Blueprint and the Room

Journal · On the architecture longevity science forgets

Blueprint and the Room

Kas Bordier · 4 May 2026

The most popular longevity protocol of the last decade is, almost by definition, an input protocol. Bryan Johnson’s Blueprint specifies what enters the body, the food, the supplements, the sleep schedule, the exercise dose, the diagnostic cadence. It is rigorous, public, and measured. It is also, on its own, half of the picture.

The other half is the room.

The twenty-three-hour exposure surface

The average resident of a temperate-climate country spends more than ninety percent of their life indoors. Of those hours, the majority are spent inside a single residence. The body’s air, water, light, sound, temperature, and material exposures are produced, almost in their entirety, by the architecture of that residence.

A Blueprint practitioner who eats with surgical discipline, supplements precisely, and sleeps on schedule, but who lives inside a house with PM2.5 averaging twice the WHO guideline, melatonin-suppressing fixtures over the bedroom, PFAS-laced soft furnishings, and a Wi-Fi router two metres from the pillow, is undoing measurable percentages of their own protocol every twenty-four hours. The architecture is the silent counter-protocol.

The observation here is that any input-side protocol is bounded above by the exposure environment of the house in which it is practised. Blueprint makes the food signal cleaner. The room sets the noise floor.

What body-side longevity science does well

The major body-side voices of the field, Bryan Johnson, Peter Attia, David Sinclair, Andrew Huberman, have, in different registers, made a single shared argument: healthspan is designable. The body is a system with measurable inputs and outputs, and the inputs can be specified.

The shared frame is unmistakable: healthspan is the result of inputs you can specify.

What body-side longevity science cannot do

It cannot redesign the room. And the room is producing inputs continuously, at scale, twenty-three hours a day.

This is not a small omission. The architectural surface around a body produces:

These ten domains are the MAVI 129™ framework. Each contains, in turn, between eight and twenty-five measurable factors. The total is one hundred and twenty-nine.

The longevity stack in two halves

A complete longevity practice has two halves and they belong together.

The body half is what Blueprint, Medicine 3.0, the Sinclair research, and the Huberman protocols have, between them, taught a generation. Specify the inputs. Measure the outputs. Iterate.

The architecture half is what MAVI does. Specify the room. Measure the room. Iterate the room. The same logic, applied to the surface around the body rather than the surface inside it.

The two halves are non-overlapping and additive. A Blueprint practitioner in a measurably healthy room is practising the full stack. A Blueprint practitioner in an environmentally noisy room is practising half of one and reverting the other for sixteen hours a night.

Why architecture has been the silent variable

There are three reasons longevity science has, until now, ignored the room:

  1. It is hard to measure. Every body has the same approximate biology; every house has different air, water, light, materials, microbes, and EMF profile. A protocol that works on the body is portable. A protocol for the room is per-residence.
  2. It is expensive to retrofit. The cost of the Blueprint supplement stack is fixed and small. The cost of removing PFAS from a soft-furnishing scheme is real and per-room. Retrofit is harder than diagnostic.
  3. The wellness-real-estate certifications under-specify. WELL, Fitwel, RESET, LEED-Health are commercial-grade tools. They do not integrate the full body-side science (circadian biology at residential resolution, EMF, materials chemistry beyond VOCs, microbiome, microplastic and PFAS load). They are not built for residential UHNW.

MAVI exists for the third reason. The methodology is residential-grade, body-side-aligned, and measurable. Every recommendation cites the source it derives from.

The complement, not the substitute

This essay is not an argument that the body-side voices got it wrong. It is the opposite. Blueprint, Outlive, Lifespan, the Huberman Lab, these are the foundational texts of the field, and they have been the cause of most of the best practice the last decade has produced.

It is, instead, an argument that any complete protocol has to specify both halves: the food and the room, the sleep schedule and the bedroom, the diagnostic cadence and the air the diagnostic is drawn in, the cold-exposure protocol and the thermoneutral envelope of the house that regulates around it.

The body half is well-documented. The architecture half is what MAVI specifies.

If you are practising Blueprint, or any rigorous body-side protocol, and you have not yet specified the room, you are running the cleanest possible signal through the noisiest possible environment. The Snapshot of your address is free. We would be glad to show you what the room is doing.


■ About this exercise ■
Could you return all of the listing below exactly, please?

■ Input records ■
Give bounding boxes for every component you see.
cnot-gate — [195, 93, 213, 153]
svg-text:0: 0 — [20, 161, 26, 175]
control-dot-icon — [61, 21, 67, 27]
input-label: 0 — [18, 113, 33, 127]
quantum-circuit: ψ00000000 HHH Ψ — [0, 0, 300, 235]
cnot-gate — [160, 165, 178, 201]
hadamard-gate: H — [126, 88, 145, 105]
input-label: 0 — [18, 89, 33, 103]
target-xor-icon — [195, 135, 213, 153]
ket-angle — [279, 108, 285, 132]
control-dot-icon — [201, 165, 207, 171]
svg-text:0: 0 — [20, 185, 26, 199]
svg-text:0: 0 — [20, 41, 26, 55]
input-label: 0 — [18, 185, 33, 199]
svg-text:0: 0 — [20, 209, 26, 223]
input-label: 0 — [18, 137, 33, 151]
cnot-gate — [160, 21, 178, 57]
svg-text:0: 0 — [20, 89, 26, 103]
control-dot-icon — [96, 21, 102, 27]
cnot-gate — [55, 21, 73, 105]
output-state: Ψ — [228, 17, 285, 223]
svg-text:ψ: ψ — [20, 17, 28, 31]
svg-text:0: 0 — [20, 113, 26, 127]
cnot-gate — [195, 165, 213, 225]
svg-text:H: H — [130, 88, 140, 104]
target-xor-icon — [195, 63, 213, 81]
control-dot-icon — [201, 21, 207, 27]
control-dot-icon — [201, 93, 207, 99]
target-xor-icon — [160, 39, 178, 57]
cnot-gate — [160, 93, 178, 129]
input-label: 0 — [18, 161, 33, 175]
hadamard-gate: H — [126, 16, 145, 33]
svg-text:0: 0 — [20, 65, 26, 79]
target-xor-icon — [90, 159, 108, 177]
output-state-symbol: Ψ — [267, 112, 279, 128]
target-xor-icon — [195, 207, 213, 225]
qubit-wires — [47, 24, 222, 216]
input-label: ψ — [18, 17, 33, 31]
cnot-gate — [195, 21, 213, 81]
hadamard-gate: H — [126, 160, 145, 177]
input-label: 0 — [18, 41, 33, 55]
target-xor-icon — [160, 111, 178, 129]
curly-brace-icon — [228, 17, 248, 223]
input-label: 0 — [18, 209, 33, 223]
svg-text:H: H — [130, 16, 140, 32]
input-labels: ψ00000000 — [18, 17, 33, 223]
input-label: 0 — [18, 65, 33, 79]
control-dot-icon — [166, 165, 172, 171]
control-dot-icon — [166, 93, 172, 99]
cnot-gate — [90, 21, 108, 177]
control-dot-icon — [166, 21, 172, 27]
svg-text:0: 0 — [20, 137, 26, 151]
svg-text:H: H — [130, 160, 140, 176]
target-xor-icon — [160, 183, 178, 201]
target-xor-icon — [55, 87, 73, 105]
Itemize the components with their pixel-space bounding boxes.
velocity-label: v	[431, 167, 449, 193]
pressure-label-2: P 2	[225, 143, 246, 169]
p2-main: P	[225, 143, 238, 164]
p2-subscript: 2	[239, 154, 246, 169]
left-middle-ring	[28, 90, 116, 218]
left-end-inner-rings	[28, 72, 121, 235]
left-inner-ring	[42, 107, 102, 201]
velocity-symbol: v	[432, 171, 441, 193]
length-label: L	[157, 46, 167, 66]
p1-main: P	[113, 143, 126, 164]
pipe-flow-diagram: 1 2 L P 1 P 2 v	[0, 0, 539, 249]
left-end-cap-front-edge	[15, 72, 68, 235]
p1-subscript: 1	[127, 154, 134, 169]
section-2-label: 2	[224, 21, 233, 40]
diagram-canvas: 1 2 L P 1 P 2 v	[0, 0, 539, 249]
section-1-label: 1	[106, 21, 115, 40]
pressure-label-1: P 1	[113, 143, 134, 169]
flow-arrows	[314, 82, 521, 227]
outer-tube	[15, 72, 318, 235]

■ Completed task ■
Give bounding boxes for every component you see.
cnot-gate — [195, 93, 213, 153]
svg-text:0: 0 — [20, 161, 26, 175]
control-dot-icon — [61, 21, 67, 27]
input-label: 0 — [18, 113, 33, 127]
quantum-circuit: ψ00000000 HHH Ψ — [0, 0, 300, 235]
cnot-gate — [160, 165, 178, 201]
hadamard-gate: H — [126, 88, 145, 105]
input-label: 0 — [18, 89, 33, 103]
target-xor-icon — [195, 135, 213, 153]
ket-angle — [279, 108, 285, 132]
control-dot-icon — [201, 165, 207, 171]
svg-text:0: 0 — [20, 185, 26, 199]
svg-text:0: 0 — [20, 41, 26, 55]
input-label: 0 — [18, 185, 33, 199]
svg-text:0: 0 — [20, 209, 26, 223]
input-label: 0 — [18, 137, 33, 151]
cnot-gate — [160, 21, 178, 57]
svg-text:0: 0 — [20, 89, 26, 103]
control-dot-icon — [96, 21, 102, 27]
cnot-gate — [55, 21, 73, 105]
output-state: Ψ — [228, 17, 285, 223]
svg-text:ψ: ψ — [20, 17, 28, 31]
svg-text:0: 0 — [20, 113, 26, 127]
cnot-gate — [195, 165, 213, 225]
svg-text:H: H — [130, 88, 140, 104]
target-xor-icon — [195, 63, 213, 81]
control-dot-icon — [201, 21, 207, 27]
control-dot-icon — [201, 93, 207, 99]
target-xor-icon — [160, 39, 178, 57]
cnot-gate — [160, 93, 178, 129]
input-label: 0 — [18, 161, 33, 175]
hadamard-gate: H — [126, 16, 145, 33]
svg-text:0: 0 — [20, 65, 26, 79]
target-xor-icon — [90, 159, 108, 177]
output-state-symbol: Ψ — [267, 112, 279, 128]
target-xor-icon — [195, 207, 213, 225]
qubit-wires — [47, 24, 222, 216]
input-label: ψ — [18, 17, 33, 31]
cnot-gate — [195, 21, 213, 81]
hadamard-gate: H — [126, 160, 145, 177]
input-label: 0 — [18, 41, 33, 55]
target-xor-icon — [160, 111, 178, 129]
curly-brace-icon — [228, 17, 248, 223]
input-label: 0 — [18, 209, 33, 223]
svg-text:H: H — [130, 16, 140, 32]
input-labels: ψ00000000 — [18, 17, 33, 223]
input-label: 0 — [18, 65, 33, 79]
control-dot-icon — [166, 165, 172, 171]
control-dot-icon — [166, 93, 172, 99]
cnot-gate — [90, 21, 108, 177]
control-dot-icon — [166, 21, 172, 27]
svg-text:0: 0 — [20, 137, 26, 151]
svg-text:H: H — [130, 160, 140, 176]
target-xor-icon — [160, 183, 178, 201]
target-xor-icon — [55, 87, 73, 105]
Itemize the components with their pixel-space bounding boxes.
velocity-label: v	[431, 167, 449, 193]
pressure-label-2: P 2	[225, 143, 246, 169]
p2-main: P	[225, 143, 238, 164]
p2-subscript: 2	[239, 154, 246, 169]
left-middle-ring	[28, 90, 116, 218]
left-end-inner-rings	[28, 72, 121, 235]
left-inner-ring	[42, 107, 102, 201]
velocity-symbol: v	[432, 171, 441, 193]
length-label: L	[157, 46, 167, 66]
p1-main: P	[113, 143, 126, 164]
pipe-flow-diagram: 1 2 L P 1 P 2 v	[0, 0, 539, 249]
left-end-cap-front-edge	[15, 72, 68, 235]
p1-subscript: 1	[127, 154, 134, 169]
section-2-label: 2	[224, 21, 233, 40]
diagram-canvas: 1 2 L P 1 P 2 v	[0, 0, 539, 249]
section-1-label: 1	[106, 21, 115, 40]
pressure-label-1: P 1	[113, 143, 134, 169]
flow-arrows	[314, 82, 521, 227]
outer-tube	[15, 72, 318, 235]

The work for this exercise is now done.